* _What to do_: Search the records for lines with the word "Free" and copy each match.

- - - - -

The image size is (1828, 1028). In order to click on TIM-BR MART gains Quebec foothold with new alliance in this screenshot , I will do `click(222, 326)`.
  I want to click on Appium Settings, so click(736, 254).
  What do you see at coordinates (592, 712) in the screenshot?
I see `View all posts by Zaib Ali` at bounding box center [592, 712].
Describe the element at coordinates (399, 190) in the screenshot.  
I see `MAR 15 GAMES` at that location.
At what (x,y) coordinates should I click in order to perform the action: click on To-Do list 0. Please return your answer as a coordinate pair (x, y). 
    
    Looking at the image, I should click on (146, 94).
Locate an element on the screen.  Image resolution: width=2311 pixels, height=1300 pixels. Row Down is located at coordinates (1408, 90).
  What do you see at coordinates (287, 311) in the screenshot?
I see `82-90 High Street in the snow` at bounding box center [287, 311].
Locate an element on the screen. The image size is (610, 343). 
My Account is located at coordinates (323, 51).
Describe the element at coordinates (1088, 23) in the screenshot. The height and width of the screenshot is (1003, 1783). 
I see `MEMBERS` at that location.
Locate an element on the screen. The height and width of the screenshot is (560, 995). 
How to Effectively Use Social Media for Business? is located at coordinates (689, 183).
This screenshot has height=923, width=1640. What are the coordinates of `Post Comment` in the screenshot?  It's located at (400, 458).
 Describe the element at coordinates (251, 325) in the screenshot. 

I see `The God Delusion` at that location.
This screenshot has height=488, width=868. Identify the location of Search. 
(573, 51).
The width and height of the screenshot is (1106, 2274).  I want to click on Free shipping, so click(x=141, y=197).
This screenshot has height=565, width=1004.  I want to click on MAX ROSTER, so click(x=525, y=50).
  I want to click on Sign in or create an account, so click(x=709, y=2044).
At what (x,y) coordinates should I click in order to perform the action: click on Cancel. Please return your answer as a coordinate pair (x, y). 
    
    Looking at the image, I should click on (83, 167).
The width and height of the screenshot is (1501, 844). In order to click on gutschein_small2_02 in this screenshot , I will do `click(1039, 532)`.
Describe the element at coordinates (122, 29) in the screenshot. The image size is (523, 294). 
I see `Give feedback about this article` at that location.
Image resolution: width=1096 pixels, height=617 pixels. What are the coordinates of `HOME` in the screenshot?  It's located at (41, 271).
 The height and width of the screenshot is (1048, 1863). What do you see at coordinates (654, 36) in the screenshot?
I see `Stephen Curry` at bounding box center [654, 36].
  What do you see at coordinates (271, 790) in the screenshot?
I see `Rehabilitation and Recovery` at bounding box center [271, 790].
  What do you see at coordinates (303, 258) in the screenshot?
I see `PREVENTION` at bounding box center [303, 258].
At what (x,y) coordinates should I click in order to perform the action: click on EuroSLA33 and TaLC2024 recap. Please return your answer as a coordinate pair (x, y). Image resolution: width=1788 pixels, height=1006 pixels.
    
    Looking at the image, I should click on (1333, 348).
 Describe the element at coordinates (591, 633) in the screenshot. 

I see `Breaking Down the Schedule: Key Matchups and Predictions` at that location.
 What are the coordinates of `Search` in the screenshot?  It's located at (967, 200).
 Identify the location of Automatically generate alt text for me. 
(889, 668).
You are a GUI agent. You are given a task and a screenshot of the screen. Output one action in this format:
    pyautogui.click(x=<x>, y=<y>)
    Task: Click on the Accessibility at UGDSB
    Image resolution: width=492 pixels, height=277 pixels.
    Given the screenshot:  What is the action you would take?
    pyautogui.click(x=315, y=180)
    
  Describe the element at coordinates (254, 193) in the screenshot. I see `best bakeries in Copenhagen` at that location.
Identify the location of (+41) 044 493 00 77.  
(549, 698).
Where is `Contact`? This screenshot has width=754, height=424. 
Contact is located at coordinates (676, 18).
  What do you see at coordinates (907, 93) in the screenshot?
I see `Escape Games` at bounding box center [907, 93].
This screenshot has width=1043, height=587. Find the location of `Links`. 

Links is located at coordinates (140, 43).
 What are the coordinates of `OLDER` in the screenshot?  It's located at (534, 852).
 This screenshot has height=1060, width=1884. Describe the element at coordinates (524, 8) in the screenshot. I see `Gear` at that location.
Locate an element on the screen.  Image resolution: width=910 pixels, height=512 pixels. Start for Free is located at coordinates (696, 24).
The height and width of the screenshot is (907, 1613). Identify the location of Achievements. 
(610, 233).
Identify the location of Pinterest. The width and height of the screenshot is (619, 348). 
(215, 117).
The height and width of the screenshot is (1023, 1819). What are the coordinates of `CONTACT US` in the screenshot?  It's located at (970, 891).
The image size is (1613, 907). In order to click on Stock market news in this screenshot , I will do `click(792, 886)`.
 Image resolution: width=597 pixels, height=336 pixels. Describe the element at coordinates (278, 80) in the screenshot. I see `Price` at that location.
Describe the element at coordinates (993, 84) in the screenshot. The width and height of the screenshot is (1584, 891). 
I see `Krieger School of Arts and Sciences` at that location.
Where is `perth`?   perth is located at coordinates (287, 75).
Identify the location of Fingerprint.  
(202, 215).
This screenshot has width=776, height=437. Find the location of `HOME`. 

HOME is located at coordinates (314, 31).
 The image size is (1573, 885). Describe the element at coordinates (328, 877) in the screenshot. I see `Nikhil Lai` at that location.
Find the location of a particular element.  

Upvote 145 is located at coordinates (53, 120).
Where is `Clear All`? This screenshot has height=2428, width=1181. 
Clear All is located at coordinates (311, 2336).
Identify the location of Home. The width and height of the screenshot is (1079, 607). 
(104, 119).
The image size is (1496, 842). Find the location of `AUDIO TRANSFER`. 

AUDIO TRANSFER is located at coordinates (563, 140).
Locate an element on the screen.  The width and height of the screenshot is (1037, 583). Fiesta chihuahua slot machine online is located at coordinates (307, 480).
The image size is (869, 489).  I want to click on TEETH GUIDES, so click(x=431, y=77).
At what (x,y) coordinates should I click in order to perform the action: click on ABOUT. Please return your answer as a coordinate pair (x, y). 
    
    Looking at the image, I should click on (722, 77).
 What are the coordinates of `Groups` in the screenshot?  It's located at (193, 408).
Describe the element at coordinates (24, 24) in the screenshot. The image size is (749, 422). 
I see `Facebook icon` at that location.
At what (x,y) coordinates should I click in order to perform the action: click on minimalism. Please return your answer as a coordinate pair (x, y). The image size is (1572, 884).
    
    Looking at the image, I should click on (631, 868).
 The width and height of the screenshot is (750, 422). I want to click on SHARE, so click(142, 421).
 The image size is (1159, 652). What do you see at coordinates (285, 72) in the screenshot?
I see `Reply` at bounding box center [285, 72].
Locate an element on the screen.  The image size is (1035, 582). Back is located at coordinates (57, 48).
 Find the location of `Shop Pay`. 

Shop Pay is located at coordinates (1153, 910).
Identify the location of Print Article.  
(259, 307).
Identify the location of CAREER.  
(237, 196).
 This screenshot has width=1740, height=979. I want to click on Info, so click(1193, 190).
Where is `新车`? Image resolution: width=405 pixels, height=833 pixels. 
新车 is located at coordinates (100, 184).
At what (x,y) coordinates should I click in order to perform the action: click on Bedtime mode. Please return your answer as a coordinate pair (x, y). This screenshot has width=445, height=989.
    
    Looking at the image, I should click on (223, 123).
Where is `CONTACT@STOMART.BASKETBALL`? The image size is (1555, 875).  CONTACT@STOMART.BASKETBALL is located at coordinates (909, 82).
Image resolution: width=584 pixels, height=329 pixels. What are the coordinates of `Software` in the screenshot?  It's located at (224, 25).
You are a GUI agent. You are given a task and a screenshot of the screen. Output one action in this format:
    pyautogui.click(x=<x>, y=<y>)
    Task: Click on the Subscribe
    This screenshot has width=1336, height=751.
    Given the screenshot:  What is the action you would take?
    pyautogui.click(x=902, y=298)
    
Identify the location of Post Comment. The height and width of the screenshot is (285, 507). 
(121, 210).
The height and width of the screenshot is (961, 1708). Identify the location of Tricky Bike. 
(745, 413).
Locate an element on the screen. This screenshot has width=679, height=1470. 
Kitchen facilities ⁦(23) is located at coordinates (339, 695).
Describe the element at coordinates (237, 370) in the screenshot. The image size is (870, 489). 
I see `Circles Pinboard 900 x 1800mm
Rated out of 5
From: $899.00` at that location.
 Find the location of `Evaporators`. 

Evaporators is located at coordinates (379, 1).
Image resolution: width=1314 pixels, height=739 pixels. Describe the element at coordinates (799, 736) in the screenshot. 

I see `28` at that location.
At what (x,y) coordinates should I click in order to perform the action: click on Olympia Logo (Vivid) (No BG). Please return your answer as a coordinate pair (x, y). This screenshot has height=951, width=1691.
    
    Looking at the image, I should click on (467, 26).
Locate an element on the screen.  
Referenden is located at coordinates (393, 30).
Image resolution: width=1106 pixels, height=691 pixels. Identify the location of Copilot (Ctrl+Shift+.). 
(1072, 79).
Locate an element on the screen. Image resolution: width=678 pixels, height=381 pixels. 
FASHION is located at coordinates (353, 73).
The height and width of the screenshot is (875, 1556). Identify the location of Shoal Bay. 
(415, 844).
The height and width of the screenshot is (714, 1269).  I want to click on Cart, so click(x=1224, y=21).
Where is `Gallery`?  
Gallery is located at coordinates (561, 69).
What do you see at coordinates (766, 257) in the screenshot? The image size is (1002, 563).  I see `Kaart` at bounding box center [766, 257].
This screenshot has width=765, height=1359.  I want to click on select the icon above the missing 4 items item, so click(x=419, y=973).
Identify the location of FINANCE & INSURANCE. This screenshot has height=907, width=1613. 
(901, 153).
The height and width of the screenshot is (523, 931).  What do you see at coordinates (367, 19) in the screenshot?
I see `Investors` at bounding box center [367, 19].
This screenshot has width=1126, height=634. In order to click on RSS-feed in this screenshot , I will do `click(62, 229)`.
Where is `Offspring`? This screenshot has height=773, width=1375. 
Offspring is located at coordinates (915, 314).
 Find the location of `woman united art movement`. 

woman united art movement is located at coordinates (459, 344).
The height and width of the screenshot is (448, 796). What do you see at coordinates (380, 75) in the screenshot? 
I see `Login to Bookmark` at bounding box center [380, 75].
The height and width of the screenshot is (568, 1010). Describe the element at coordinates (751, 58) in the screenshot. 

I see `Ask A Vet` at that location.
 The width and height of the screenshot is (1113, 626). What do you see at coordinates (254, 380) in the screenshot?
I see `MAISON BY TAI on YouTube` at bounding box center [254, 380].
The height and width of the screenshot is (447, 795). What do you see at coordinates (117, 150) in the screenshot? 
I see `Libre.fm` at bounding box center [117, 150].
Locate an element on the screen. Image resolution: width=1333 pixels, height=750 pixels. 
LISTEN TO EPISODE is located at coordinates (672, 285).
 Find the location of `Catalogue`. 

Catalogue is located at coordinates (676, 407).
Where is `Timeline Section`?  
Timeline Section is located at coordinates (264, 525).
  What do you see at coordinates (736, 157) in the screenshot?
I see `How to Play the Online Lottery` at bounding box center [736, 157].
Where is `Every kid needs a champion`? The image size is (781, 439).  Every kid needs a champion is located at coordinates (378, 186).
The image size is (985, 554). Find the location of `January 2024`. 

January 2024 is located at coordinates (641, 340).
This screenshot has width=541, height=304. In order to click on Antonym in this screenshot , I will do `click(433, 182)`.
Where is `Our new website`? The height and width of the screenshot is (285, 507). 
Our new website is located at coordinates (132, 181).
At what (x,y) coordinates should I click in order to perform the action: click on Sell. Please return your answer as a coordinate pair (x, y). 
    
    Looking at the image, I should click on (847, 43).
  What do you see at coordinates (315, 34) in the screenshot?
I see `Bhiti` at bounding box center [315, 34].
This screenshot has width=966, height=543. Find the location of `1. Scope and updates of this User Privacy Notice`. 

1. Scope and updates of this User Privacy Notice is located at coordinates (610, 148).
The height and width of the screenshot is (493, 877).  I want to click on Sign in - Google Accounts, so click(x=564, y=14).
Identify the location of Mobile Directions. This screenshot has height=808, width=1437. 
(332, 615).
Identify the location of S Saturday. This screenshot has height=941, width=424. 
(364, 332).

- - - - -

* _Task result_:
The width and height of the screenshot is (1106, 2274).  I want to click on Free shipping, so click(x=141, y=197).
Locate an element on the screen.  Image resolution: width=910 pixels, height=512 pixels. Start for Free is located at coordinates (696, 24).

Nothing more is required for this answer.